Yesterday provided me examples of Chronic Fatigue Syndrome and "lightening ship", jetsam being the things deliberately thrown overboard and flotsam the stuff just washed away.
And without the first I suspect there will just be more of the second, more messily, though deliberate abandonment doesn't come that easily.
It's been an eighteen month process, and I'm not sure I've finished shedding, yet (looking round, rather concerned, for anything else remaining, not actually vital, that could be pushed overboard).
Paid work had gone before the CFS appeared* due to pre-existing illness. Taking my trains to model railway exhibitions went first: turning down invitations was hard when it was a big area of fun and reward, and a good part of my social life in terms of meeting people.
But the model maintenance work, the travel and the being "on show" was clearly becoming too much of an ask. Splash.
Voluntary work at two youth-clubs for teenagers on the autistic spectrum. Splash.
Keeping the garden in order, (it has trains too). Splash.
Two committee places with Cornwall council, contributing to their development of services for autism. Splash.
Standards of housework... cut back
Internet groups and forums... culled. Splash, splash.
Some activities simply got washed away: reading is far too tiring to pursue in any degree, and this in a house with over a thousand books.
Similarly most computer games.
It's becoming a lighter ship, but a very bare one.
Meals have got to be quick and easy to prepare.
Clothing, "low attention": sweater and jogger bottoms, usually.
So what do you do when you can't really do anything?
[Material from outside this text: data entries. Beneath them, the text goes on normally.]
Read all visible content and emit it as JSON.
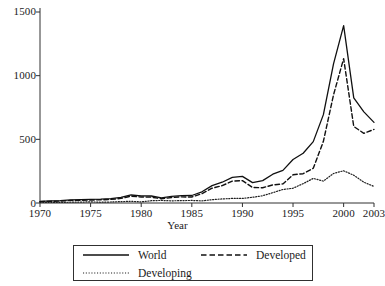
{
  "chart_data": {
    "type": "line",
    "title": "",
    "xlabel": "Year",
    "ylabel": "",
    "xlim": [
      1970,
      2003
    ],
    "ylim": [
      0,
      1500
    ],
    "grid": false,
    "legend_position": "bottom",
    "xticks": [
      1970,
      1975,
      1980,
      1985,
      1990,
      1995,
      2000,
      2003
    ],
    "yticks": [
      0,
      500,
      1000,
      1500
    ],
    "x": [
      1970,
      1971,
      1972,
      1973,
      1974,
      1975,
      1976,
      1977,
      1978,
      1979,
      1980,
      1981,
      1982,
      1983,
      1984,
      1985,
      1986,
      1987,
      1988,
      1989,
      1990,
      1991,
      1992,
      1993,
      1994,
      1995,
      1996,
      1997,
      1998,
      1999,
      2000,
      2001,
      2002,
      2003
    ],
    "series": [
      {
        "name": "World",
        "style": "solid",
        "color": "#101010",
        "values": [
          13,
          16,
          19,
          24,
          26,
          28,
          30,
          34,
          44,
          63,
          56,
          55,
          40,
          52,
          58,
          59,
          88,
          136,
          163,
          201,
          209,
          160,
          176,
          226,
          256,
          342,
          391,
          482,
          694,
          1092,
          1393,
          826,
          716,
          633
        ]
      },
      {
        "name": "Developed",
        "style": "dashed",
        "color": "#101010",
        "values": [
          10,
          13,
          15,
          20,
          21,
          23,
          25,
          28,
          36,
          54,
          47,
          46,
          33,
          43,
          48,
          47,
          73,
          116,
          136,
          172,
          176,
          122,
          120,
          142,
          150,
          222,
          230,
          273,
          484,
          849,
          1134,
          601,
          547,
          578
        ]
      },
      {
        "name": "Developing",
        "style": "dotted",
        "color": "#202020",
        "values": [
          4,
          4,
          5,
          6,
          7,
          9,
          6,
          8,
          11,
          13,
          9,
          18,
          20,
          17,
          19,
          20,
          17,
          26,
          32,
          36,
          36,
          45,
          57,
          81,
          106,
          116,
          152,
          193,
          172,
          232,
          253,
          218,
          163,
          130
        ]
      }
    ]
  },
  "axis": {
    "x_title": "Year",
    "ytick_labels": [
      "1500",
      "1000",
      "500",
      "0"
    ],
    "xtick_labels": [
      "1970",
      "1975",
      "1980",
      "1985",
      "1990",
      "1995",
      "2000",
      "2003"
    ]
  },
  "legend": {
    "entries": [
      {
        "label": "World",
        "style": "solid"
      },
      {
        "label": "Developed",
        "style": "dashed"
      },
      {
        "label": "Developing",
        "style": "dotted"
      }
    ]
  }
}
It's a challenge even if domestic necessities eat up far more of the day's energy and concentration than might be conceived.
Old Punch cartoon (and not from Satchel Paige at all!)
Vicar's wife: (sympathysingly) "Now that you can't get about, and are not able to read, how do you manage to occupy the time?"
Rustic man: "Well, mum, sometimes I sits and thinks; and then again I just sits."
There's certainly room for more of that, but I've long been accused of "thinking too much".
I've given that charge considerable thought, naturally, but have concluded that while overdosing on thinking is entirely possible, far more often the condition is encountered as a deficiency disease.
I know which risk I'd rather take.
Thinking now comes with a few extra traps to avoid:
brooding, and dwelling on the negative, of course, and handling the decided frustration of hitting upon plans and ideas that cannot be followed through.
I may have an idea or two about that. And I am still afloat, for now.
(*possibly: it gets complicated: was "burn-out" a precipitating factor, or a precursor?)